On 10/31/24 10:39 AM, Paul Koning via cctalk wrote:

On Oct 31, 2024, at 11:41 AM, Chuck Guzis via cctalk<[email protected]>  
wrote:

On 10/31/24 07:35, Donald Whittemore via cctalk wrote:
If I remember right I was told back in the early 70s by our IBM CE that 
physical damage could be done to our model 30 or 40 if we ran a program that 
did an Assembler instruction, B *    For those non-Assembler people that is an 
instruction to branch to the location of the instruction.  I think it might 
have caused a heat problem in the core or CCROS or TROS.

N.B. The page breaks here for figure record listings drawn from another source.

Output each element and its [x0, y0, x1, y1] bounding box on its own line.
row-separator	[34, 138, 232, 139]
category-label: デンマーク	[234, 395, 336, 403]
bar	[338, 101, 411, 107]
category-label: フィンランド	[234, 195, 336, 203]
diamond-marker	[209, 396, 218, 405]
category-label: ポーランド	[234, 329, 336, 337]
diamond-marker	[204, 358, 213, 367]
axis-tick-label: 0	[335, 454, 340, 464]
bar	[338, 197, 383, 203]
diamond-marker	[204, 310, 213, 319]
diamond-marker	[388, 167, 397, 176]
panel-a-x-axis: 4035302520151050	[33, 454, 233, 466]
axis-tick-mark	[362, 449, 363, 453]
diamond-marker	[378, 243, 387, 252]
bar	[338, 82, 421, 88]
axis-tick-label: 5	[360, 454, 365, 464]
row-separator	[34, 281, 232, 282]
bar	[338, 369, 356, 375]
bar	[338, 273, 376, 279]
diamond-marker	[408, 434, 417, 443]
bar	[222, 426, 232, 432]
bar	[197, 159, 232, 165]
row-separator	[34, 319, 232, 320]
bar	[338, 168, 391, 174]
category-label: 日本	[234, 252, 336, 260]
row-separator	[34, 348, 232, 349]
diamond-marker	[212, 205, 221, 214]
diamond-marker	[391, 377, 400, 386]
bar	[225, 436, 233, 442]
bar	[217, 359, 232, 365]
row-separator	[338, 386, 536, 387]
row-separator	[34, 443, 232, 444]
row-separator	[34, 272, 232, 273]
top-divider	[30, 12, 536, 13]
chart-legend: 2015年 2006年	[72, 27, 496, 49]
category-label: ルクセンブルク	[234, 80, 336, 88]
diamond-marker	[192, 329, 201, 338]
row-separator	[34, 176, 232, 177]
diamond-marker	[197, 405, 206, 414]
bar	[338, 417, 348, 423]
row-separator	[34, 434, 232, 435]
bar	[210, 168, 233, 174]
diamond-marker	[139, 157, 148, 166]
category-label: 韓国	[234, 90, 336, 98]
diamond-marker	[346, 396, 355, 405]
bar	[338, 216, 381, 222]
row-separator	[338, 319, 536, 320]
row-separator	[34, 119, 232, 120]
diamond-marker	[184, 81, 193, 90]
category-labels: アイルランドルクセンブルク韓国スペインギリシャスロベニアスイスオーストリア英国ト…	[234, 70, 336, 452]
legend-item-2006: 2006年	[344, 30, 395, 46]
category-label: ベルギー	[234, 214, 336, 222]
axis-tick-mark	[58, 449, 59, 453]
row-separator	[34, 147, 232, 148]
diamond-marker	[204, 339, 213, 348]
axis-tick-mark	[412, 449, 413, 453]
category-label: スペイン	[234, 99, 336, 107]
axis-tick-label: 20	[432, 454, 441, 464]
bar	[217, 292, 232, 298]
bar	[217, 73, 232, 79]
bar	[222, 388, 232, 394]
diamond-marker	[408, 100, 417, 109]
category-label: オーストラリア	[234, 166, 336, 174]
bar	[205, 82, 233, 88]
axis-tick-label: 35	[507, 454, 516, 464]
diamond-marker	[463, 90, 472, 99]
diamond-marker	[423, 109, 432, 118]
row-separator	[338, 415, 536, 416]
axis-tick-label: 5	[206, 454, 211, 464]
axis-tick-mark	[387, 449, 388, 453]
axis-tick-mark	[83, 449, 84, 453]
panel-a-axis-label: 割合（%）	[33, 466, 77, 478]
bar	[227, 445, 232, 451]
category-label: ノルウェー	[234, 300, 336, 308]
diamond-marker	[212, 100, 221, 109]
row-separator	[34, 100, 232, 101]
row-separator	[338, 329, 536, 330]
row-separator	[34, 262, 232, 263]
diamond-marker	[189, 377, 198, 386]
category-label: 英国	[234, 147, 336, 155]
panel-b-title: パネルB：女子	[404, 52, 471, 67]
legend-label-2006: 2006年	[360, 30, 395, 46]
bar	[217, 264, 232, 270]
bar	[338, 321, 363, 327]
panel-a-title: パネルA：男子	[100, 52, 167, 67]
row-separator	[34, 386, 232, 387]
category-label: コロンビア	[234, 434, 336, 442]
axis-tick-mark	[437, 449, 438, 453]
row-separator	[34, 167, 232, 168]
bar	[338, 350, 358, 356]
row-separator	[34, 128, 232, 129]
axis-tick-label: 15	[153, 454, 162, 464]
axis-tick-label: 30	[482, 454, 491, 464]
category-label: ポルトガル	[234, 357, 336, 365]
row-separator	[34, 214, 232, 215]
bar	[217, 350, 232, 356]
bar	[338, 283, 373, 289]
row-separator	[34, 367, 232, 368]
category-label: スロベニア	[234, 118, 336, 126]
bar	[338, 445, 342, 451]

Possible? Or is my 76 year old brain hallucinating?
I recall that sort of thing was an issue in the CDC 7600; it could throw
parity errors because of core heating.  I believe that the problem was
in the PPUs, but it's been too many years to remember accurately.
Ahh, yes, the Duty Cycle Integrator.  Slows things down when they heat up.  The DECwriter III has a similar feature when you're printing long lines of dense characters, such as '#'.
I could imagine it in PPs, also in 6400 machines since they don't have an 
"instruction stack" so instruction fetches would go to memory.  For all of 
those you'd end up hammmering a single memory cell at high speed, and each time you do 
that you get a read and a write cycle, both of which inject some energy into the cores in 
question.

In CDC's OS (NOS) the idle loop contains a couple of instructions which are 
fairly slow, apparently with the specific intent to slow down memory references.
A couple divides, or count instructions, though bit counting might not be as slow as divides on machines that have an instruction stack, similar to the difference between iterative shifting and a barrel shifter.

--
Jeff Woolsey {woolsey,jlw}@{jlw,jxh}.com first.last@{gmail,jlw}.com
Spum bad keming.
Nature abhors a straight antenna, a clean lens, and empty storage.